How much research does one do for a book that is set in a time period removed from one’s own? If you do too much, you run the risk of letting history take over the story. In addition, you can spend so much time doing research that the book itself languishes. But if you do too little, you run the risk of being historically inaccurate. Yes, it is quite a fine line.
Here’s how I handled it when writing The Lost Son (working title), the novel I’m currently finishing, set in Germany and the US between 1924 and 1945.
I did a fair amount of background reading to get a feel for the eras, a couple of general World War II histories, a couple of books set in 1940’s New York, a couple of books about living in Germany during the rise of Hitler and especially Hitler youth (one of my characters is a reluctant Hitler youth member). I also read magazines and newspapers from the early forties in the US, just to get a sense of current events and pop culture during the time. But I really love history (I could have been a history major in college but that is another story) and realized that I could keep researching forever. So I finally decided I had a good enough sense of the time to finally just plunge into the novel.
During the revision process, however, I kept a notebook with me at all times in which I kept a running list of questions that kept coming up. What kinds of magazines would a German teenager read? What kinds of jobs were there for people who worked in breweries? What did the breweries do when Prohibition came along? What were some famous department stores in Munich in the early 1900’s? The list of questions ended up encompassing several pages of the notebook.
After the first whole-novel revision I spent several days on the internet researching all those questions. Like I said, I love history and I love web surfing, so I had an absolute blast. I managed to get answers to all the questions and then, for the next revision, went about adding them to the relevant parts of the story.
So the story unfolded completely under its own steam. It did not serve history but later, history served it. This seems to me the best way to write something that is not necessarily meant to be “historical fiction,” but that does take place during a completely different historical period from one’s own.
Something I read in I’m teaching in my Creative Nonfiction Class this semester, Telling True Stories, really drives this home. Mark Kramer writes: “Do just enough research to orient yourself, then do most of your reporting. Save most of the research for late in the reporting procss. At that point you only have to find the right information for your story. If you research too early, you have to find out everything” (27).
Right now, I’m reading for my next project, a creative nonfiction book that takes place in the nineteen seventies and eighties. I lived during that era, so you might think I don’t need to do much research. But the truth is, I’m still doing a lot of background reading to get a real feel for the period. After all, it was a long time ago. The memory often needs a little jog.
How about you? How do you achieve historical accuracy without slowing down or overencumbering your story?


Requirement: The answer must be the full data, restated word for word, with no pictures in it.

[Extracted records]
+++++
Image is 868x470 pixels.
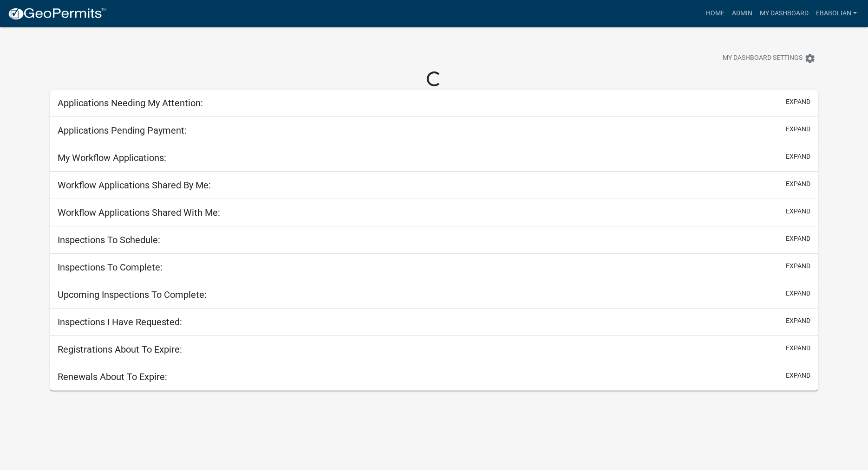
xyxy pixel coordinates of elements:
h5: Applications Pending Payment: [57,125,187,136]
h5: Registrations About To Expire: [57,344,182,355]
h5: Inspections I Have Requested: [57,316,182,328]
button: My Dashboard Settingssettings [715,49,823,67]
h5: Workflow Applications Shared By Me: [57,180,211,191]
button: expand [786,179,811,188]
span: My Dashboard Settings [723,53,802,64]
button: expand [786,97,811,107]
h5: Upcoming Inspections To Complete: [57,289,206,300]
h5: Renewals About To Expire: [57,371,168,383]
h5: Inspections To Complete: [57,262,163,273]
a: Home [702,5,729,23]
button: expand [786,234,811,243]
a: Admin [729,5,756,23]
h5: Inspections To Schedule: [57,235,160,245]
i: settings [805,53,815,64]
button: expand [786,152,811,162]
button: expand [786,289,811,299]
a: My Dashboard [756,5,812,23]
h5: Workflow Applications Shared With Me: [57,207,220,218]
button: expand [786,344,811,354]
h5: Applications Needing My Attention: [57,97,203,108]
button: expand [786,261,811,271]
button: expand [786,125,811,134]
a: ebabolian [812,5,861,23]
h5: My Workflow Applications: [57,152,166,163]
button: expand [786,316,811,326]
button: expand [786,370,811,380]
button: expand [786,206,811,216]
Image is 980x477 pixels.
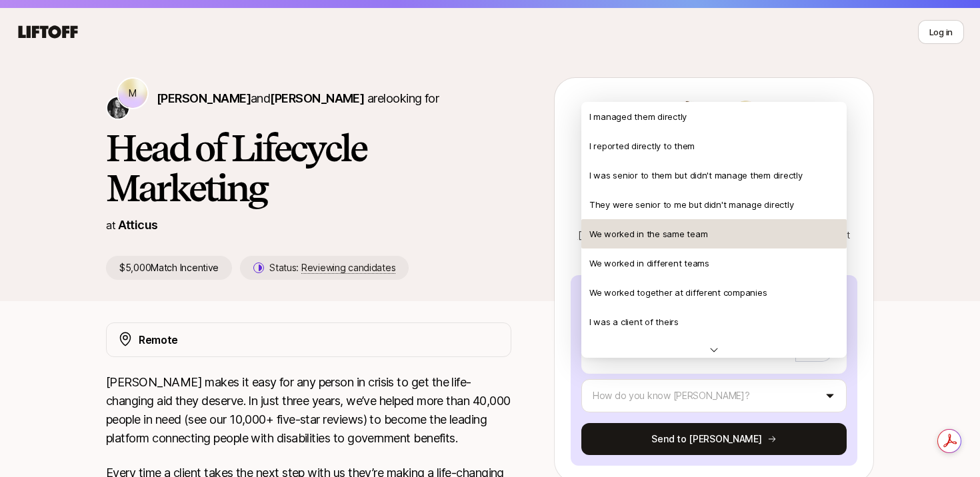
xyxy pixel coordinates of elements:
[589,315,679,328] p: I was a client of theirs
[589,257,709,270] p: We worked in different teams
[589,198,794,211] p: They were senior to me but didn't manage directly
[589,227,707,241] p: We worked in the same team
[589,139,695,152] p: I reported directly to them
[589,110,686,123] p: I managed them directly
[589,286,766,299] p: We worked together at different companies
[589,168,802,182] p: I was senior to them but didn't manage them directly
+++++
Response:
Image is 868x470 pixels.
xyxy pixel coordinates of elements:
h5: Applications Pending Payment: [57,125,187,136]
h5: Registrations About To Expire: [57,344,182,355]
h5: Inspections I Have Requested: [57,316,182,328]
button: My Dashboard Settingssettings [715,49,823,67]
h5: Workflow Applications Shared By Me: [57,180,211,191]
button: expand [786,179,811,188]
span: My Dashboard Settings [723,53,802,64]
button: expand [786,97,811,107]
h5: Upcoming Inspections To Complete: [57,289,206,300]
h5: Renewals About To Expire: [57,371,168,383]
h5: Inspections To Complete: [57,262,163,273]
a: Home [702,5,729,23]
button: expand [786,234,811,243]
a: Admin [729,5,756,23]
h5: Inspections To Schedule: [57,235,160,245]
i: settings [805,53,815,64]
button: expand [786,152,811,162]
button: expand [786,289,811,299]
a: My Dashboard [756,5,812,23]
h5: Workflow Applications Shared With Me: [57,207,220,218]
button: expand [786,344,811,354]
h5: Applications Needing My Attention: [57,97,203,108]
button: expand [786,261,811,271]
button: expand [786,125,811,134]
a: ebabolian [812,5,861,23]
h5: My Workflow Applications: [57,152,166,163]
button: expand [786,316,811,326]
button: expand [786,370,811,380]
button: expand [786,206,811,216]
Image is 980x477 pixels.
xyxy pixel coordinates of elements:
[589,315,679,328] p: I was a client of theirs
[589,257,709,270] p: We worked in different teams
[589,198,794,211] p: They were senior to me but didn't manage directly
[589,227,707,241] p: We worked in the same team
[589,139,695,152] p: I reported directly to them
[589,110,686,123] p: I managed them directly
[589,286,766,299] p: We worked together at different companies
[589,168,802,182] p: I was senior to them but didn't manage them directly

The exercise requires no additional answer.